Being active in the dutch green-left party Groenlinks... what's that?

Tuesday, October 31, 2006

Politicians meet global warming at last, or again?

Well, good news for groenlinks, one might say. De Stern report get the attention of bloggers (not only from this planeet) elsewhere. Even my Venezuelan friends are hot on the issue, even if their incomes depend on selling the black gold (or devil's shit, as oil was known around hundred years ago). Even Blair is paying Gore to spin more attention to the dangers of global warming. Groenlinks might claim, again, to be in the avant garde of the political thinking for the future.

Now, one wonders. It is a bit surprising that so many people seems so excited about this report. Similar research is known since long time ago. Take, among many others, a paper published in Nature back in 2001. (De Leo et al, 413: 478-479) Then the authors already researched on the winnings of honouring the commitments of Kyoto. Maybe it was too much of a positive view. Back then everybody carped on the costs of Kyoto, and De Leo and colleagues, researchers associated to the university of Rome, showed that complying with Kyoto will be (or actually would have been) far cheaper than not complying with it.

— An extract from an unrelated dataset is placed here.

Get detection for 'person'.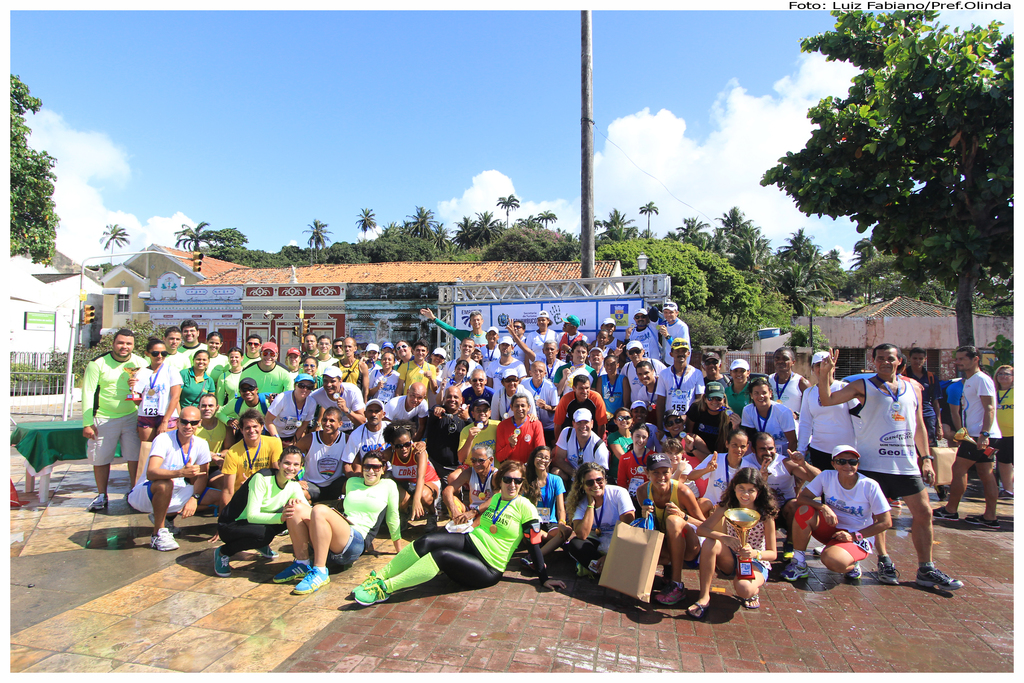
Detection: Rect(216, 413, 284, 541).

But hey, other issues came in the global agenda. Inflamed oil crashed on the twin towers, so we got more concerned with terrorists than with the means that gave them so much money in the first place.

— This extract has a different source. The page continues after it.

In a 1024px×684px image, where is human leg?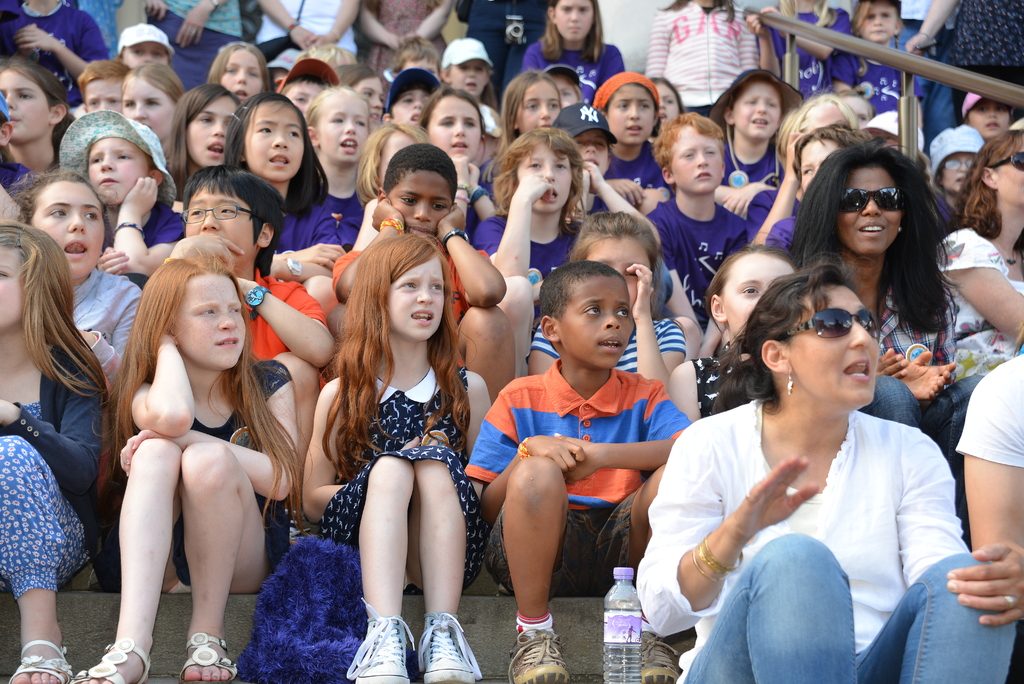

Ok, five years later we might be back on track. The impact of Gore antics are not to be easily dismissed, at least up to the moment that he decides about his presidential aspirations in 2008. Blair might be on his way out of number 10, but he is another relevant actor in the international limelight, and who knows, he might come out in due time with his own filmpje.

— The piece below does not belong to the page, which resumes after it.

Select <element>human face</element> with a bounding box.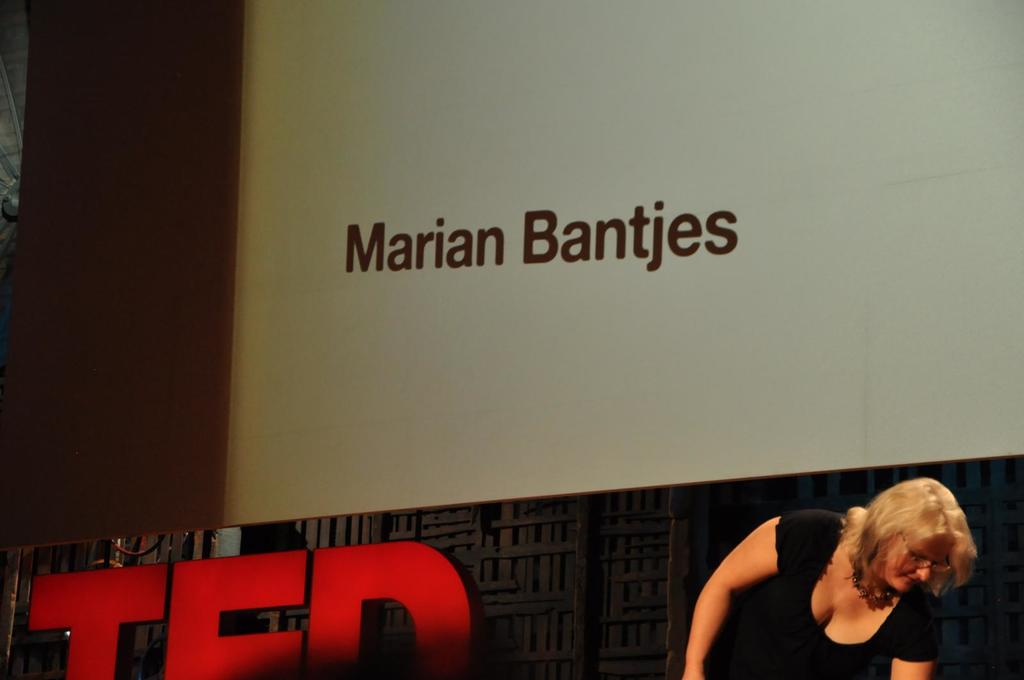
bbox(881, 537, 948, 593).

The sarcastic tone is intended. Because, actually, what all this brouhaha shall bring? That is hard to predict. In principle, if one compares elections programs in NL today, it looks like Groenlinks has infiltrated thinkers in any other political party. Sustainability is a mainstream mantra,and even grisly right wingers talk about more money and more attention to the cause of clean air and better environment. But I keep on wondering, how much of this is to become real? Meanwhile my son takes swimming lessons in one of the two public swimming pools of Utrecht, both artificially heated, I look at the grey sky. Are we as collective willing to make the hard decisions that a reduction of pollution imply? I must say that I doubt it. Outside this bar there is a bunch of bicycles parked, from so many other parents waiting for their children. Few meters away, a busy road streams with cars, or diesel buses. Even here, in the small and flat Utrecht, cars are a main transport media. And let's not even begin with the mass consumption of energy, produced in fossil energy-guzzling factories. Our societies today consume far too much, and whether we like it or not, our lifestyle is not sustainable. Probably a election campaign is not the right moment to make headlines with it, but we should know better. The support of our life standards is costing the extinction of whole ecosystems and the poverty of a big part of the world, beyond our neat dams. To take the Stern report seriously would mean to rethink almost every step of our life. Are we able to do it? Are Gore and the Stern report enough to convince us? Or, to put a far more disgusting question: are we able to grooeimee at all, if we are to keep it sustainable?